Wonder if there is any research that looked at whether length of reports alone is correlated to future returns (i.e. whether length or more likely significant increases in length of reporting is correlated to disappointing performance threreafter and vice versa)
So, in the future, if everyone is using the AI tools ( I do not think there is a significant difference between ChatGPT, Claud, and Gemini, especially when it comes to summarization), we will see the stock go in one direction or another more than when humans are summarizing as they will not have the same summary just because everyone will get a very similar summary and may react similarly. Is this possible, or is it happening on a small scale right now, or am I overanalyzing the situation? What kind of risk does it create to the stability of the market?
I think something like this is already happening right now. I know that hedge funds use AI already to evaluate earnings calls and company results in real time. If they do something similar as this paper suggests, they will pounce on the stock more aggressively if the machine says buy, thus increasing the swings in share price in the during and immediately after an earnings call. I think normal analysts and investors can't compete with the hedge funds on speed. But the methodology still helps them to get a clearer picture about the company's fortunes and what it really says. Essentially, it helps normal analysts and investors get rid of the noise and not get swayed by charming CEOs.
There may be a use case yet for LLMs. I read 10 prospectuses over the last weekend. Roughly 1,000 pages. Probably 80% boilerplate on "risks", etc. I can see a case (and I think I'll write a prompt) to read prospectuses, identify common boilerplate and then note that in the summary as essentially a footnote, unless there's any risk outside the standard.
I think you could do the same for privacy policies and for terms of use in online applications.
Wonder if there is any research that looked at whether length of reports alone is correlated to future returns (i.e. whether length or more likely significant increases in length of reporting is correlated to disappointing performance threreafter and vice versa)
Oh yes, there is: https://klementoninvesting.substack.com/p/an-interesting-way-to-detect-future
Interesting post!
So, in the future, if everyone is using the AI tools ( I do not think there is a significant difference between ChatGPT, Claud, and Gemini, especially when it comes to summarization), we will see the stock go in one direction or another more than when humans are summarizing as they will not have the same summary just because everyone will get a very similar summary and may react similarly. Is this possible, or is it happening on a small scale right now, or am I overanalyzing the situation? What kind of risk does it create to the stability of the market?
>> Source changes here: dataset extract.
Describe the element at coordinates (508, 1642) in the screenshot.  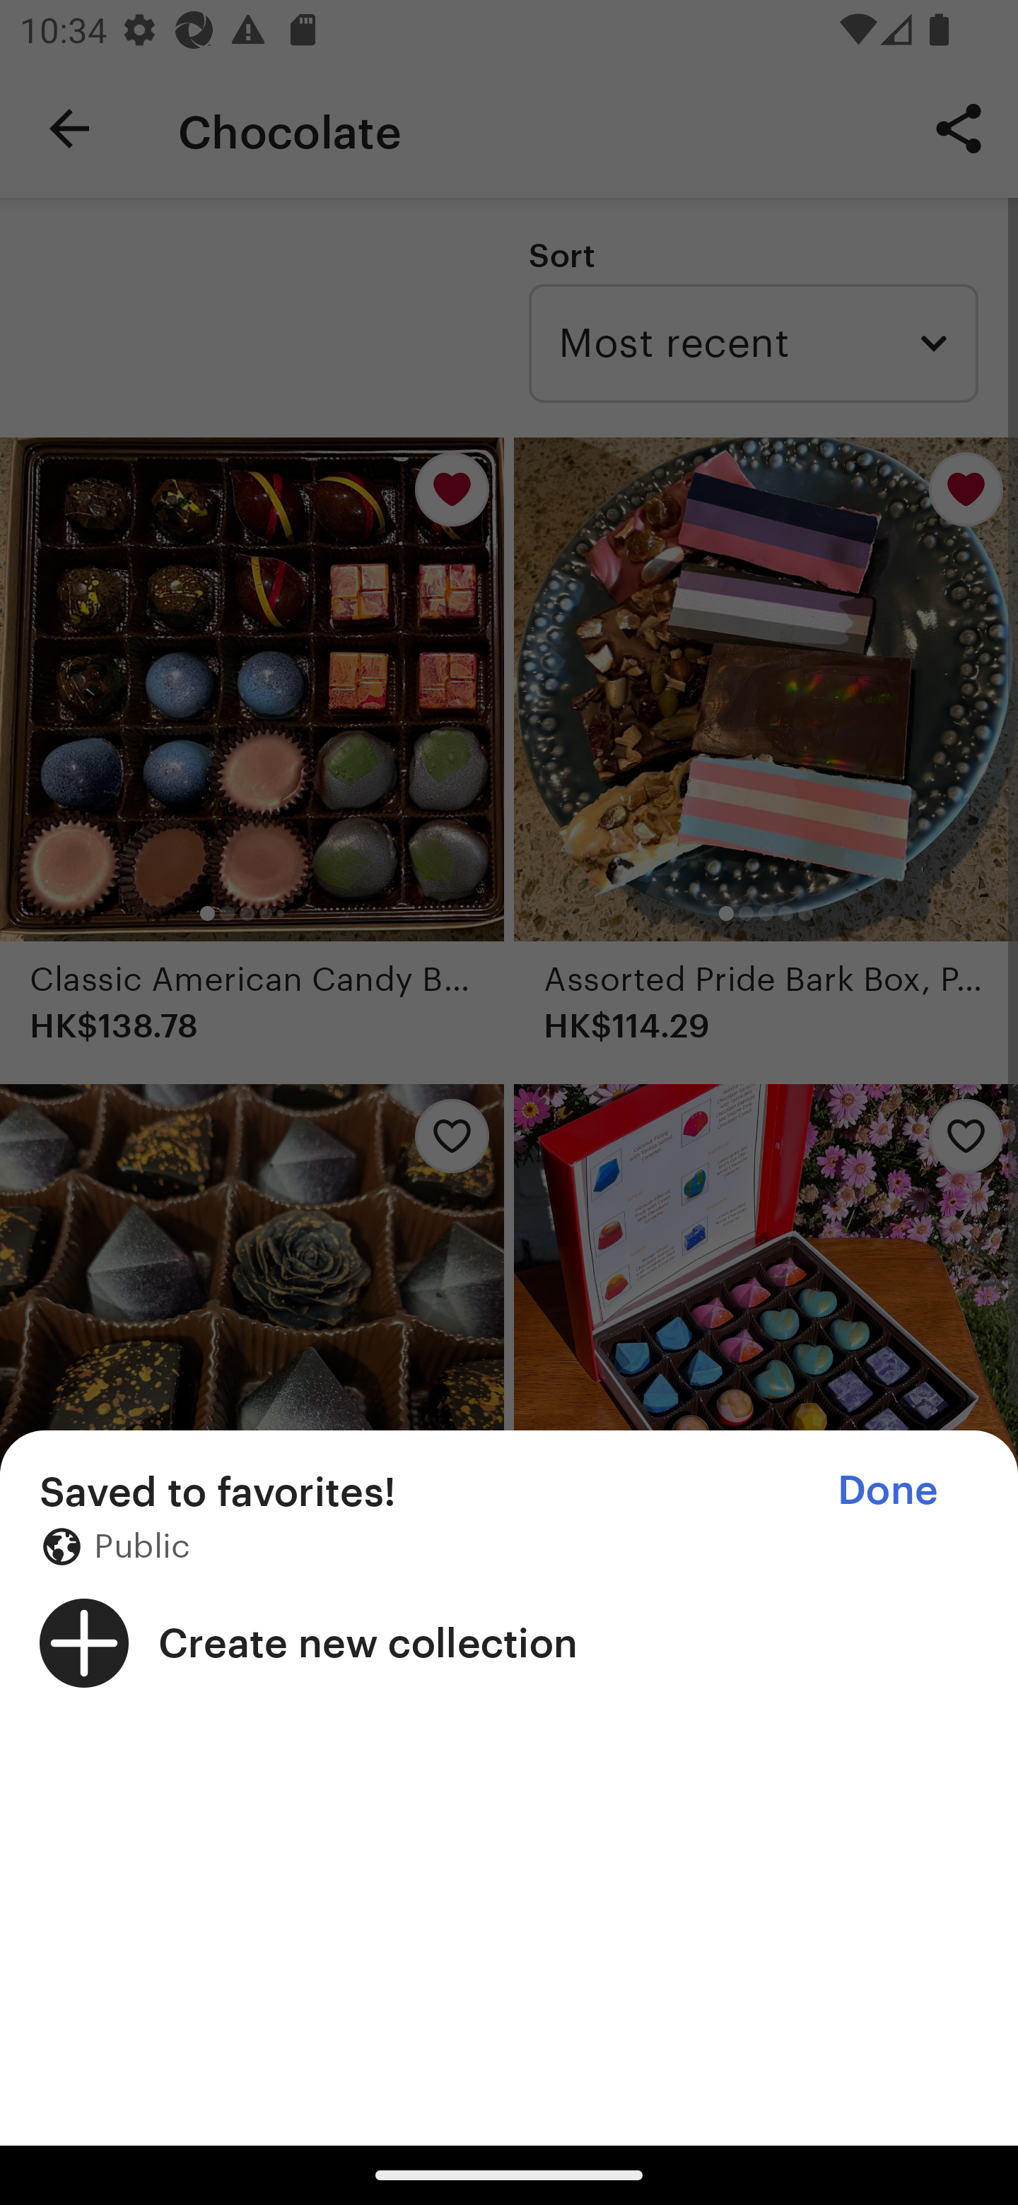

I think something like this is already happening right now. I know that hedge funds use AI already to evaluate earnings calls and company results in real time. If they do something similar as this paper suggests, they will pounce on the stock more aggressively if the machine says buy, thus increasing the swings in share price in the during and immediately after an earnings call. I think normal analysts and investors can't compete with the hedge funds on speed. But the methodology still helps them to get a clearer picture about the company's fortunes and what it really says. Essentially, it helps normal analysts and investors get rid of the noise and not get swayed by charming CEOs.
There may be a use case yet for LLMs. I read 10 prospectuses over the last weekend. Roughly 1,000 pages. Probably 80% boilerplate on "risks", etc. I can see a case (and I think I'll write a prompt) to read prospectuses, identify common boilerplate and then note that in the summary as essentially a footnote, unless there's any risk outside the standard.
I think you could do the same for privacy policies and for terms of use in online applications.
Thanks for kicking this off in my head!